After a total of 72 weeks of canceled programming since March 2020, the Joyce Theater is presenting its 48-week annual fall season, with renewed hopes of carrying out each scheduled performance.
“We’ve had a whole year of opening and closing and opening and closing,” said Linda Shelton, Joyce’s executive director. “Every week we wondered, ‘Are we going through the week?'”
The Fall-Winter season, announced Wednesday, will run from September through February and will feature 18 acts, including debuts from LaTasha Barnes – known on the Chelsea stage as a dancer but new as a choreographer – with “The Jazz Continuum” (October 11-16). ), an intergenerational celebration of black dancers and musicians; Fouad Boussouf, whose choreography draws on contemporary dance, hip-hop and circus movements along with traditional dance from his native Morocco in “Näss” (18-23 October); and the German contemporary company tanzmainz with Sharon Eyal’s “Soul Chain” (24-28 January).
The season kicks off with “Burn” (September 20-25), a dance-theatre solo work by the Olivier and Tony Award-winning actor Alan Cumming and the Olivier-winning choreographer Steven Hoggett in a co-production with the National Theater of Scotland, Edinburgh International Festival, focusing on the triumphs and turmoil of the Scottish poet Robert Burns.
Shelton said Cumming recently said to her backstage at a performance, “I’ve got another dance piece in me, are you ready?” To which she replied, “Of course.”
This season, Camille A. Brown returns to the Joyce Theater (the two-time Tony nominee in 2022 for her direction and choreography of “For Colored Girls Who Have Considered Suicide/When the Rainbow Is Enuf”) with a trio of works that express the black identity. Redefining , one of which is also an ode to black girlhood (October 25-30), and Ronald K. Brown and his company Evidence, with “The Equality of Night and Day” (January 17-22), which challenges society presumptions of fairness and equity.
Visiting from abroad are the Cuban group Malpaso Dance Company (Oct 4-9), in a 10th anniversary performance, and the contemporary company Cullberg, from Sweden, with “Horse, the solos” (Feb. 1-5), a new work by Deborah Hay.
For now, the theatre, which reviews its Covid-19 policies on a weekly basis, will continue to require audience members to wear masks and provide proof of vaccination.
“There is so much desire to be on the podium,” Shelton said. “We hear that from every company that they just can’t wait to be one stage again.”
“We don’t know what the coming year will bring,” she added, “but we’re going for it.”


WHAT THIS TASK INVOLVES: State how many lines of the entries below hold the word "segment"; reply with nothing but the number.
++++++++++++++++++++
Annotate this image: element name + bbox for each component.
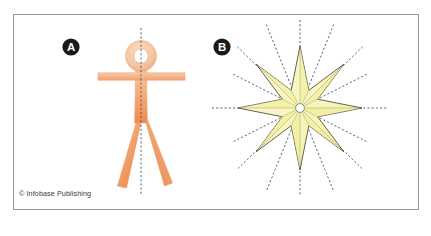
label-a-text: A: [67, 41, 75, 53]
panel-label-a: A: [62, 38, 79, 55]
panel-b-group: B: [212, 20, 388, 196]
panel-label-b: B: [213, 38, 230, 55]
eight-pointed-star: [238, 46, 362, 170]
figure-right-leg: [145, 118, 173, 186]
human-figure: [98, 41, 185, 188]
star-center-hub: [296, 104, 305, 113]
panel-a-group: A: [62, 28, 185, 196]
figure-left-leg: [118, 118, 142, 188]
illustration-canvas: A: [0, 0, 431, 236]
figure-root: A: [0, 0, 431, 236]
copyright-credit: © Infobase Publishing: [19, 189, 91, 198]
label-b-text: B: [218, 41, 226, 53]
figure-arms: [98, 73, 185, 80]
++++++++++++++++++++
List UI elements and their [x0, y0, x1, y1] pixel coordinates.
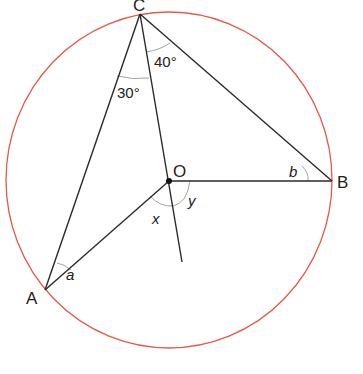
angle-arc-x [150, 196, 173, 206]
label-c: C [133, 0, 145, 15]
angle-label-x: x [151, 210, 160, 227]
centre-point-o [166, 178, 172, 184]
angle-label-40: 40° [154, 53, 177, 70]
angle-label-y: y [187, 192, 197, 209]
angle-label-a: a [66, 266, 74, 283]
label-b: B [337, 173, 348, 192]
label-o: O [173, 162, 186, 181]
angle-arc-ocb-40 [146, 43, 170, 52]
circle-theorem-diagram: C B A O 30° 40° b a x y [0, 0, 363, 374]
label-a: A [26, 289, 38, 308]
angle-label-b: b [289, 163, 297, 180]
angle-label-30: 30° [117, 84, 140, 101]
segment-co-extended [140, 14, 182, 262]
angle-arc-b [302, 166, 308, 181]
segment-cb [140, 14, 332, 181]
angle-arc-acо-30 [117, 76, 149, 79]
++++++++++++++++++++
ANSWER TO THE EXERCISE: 2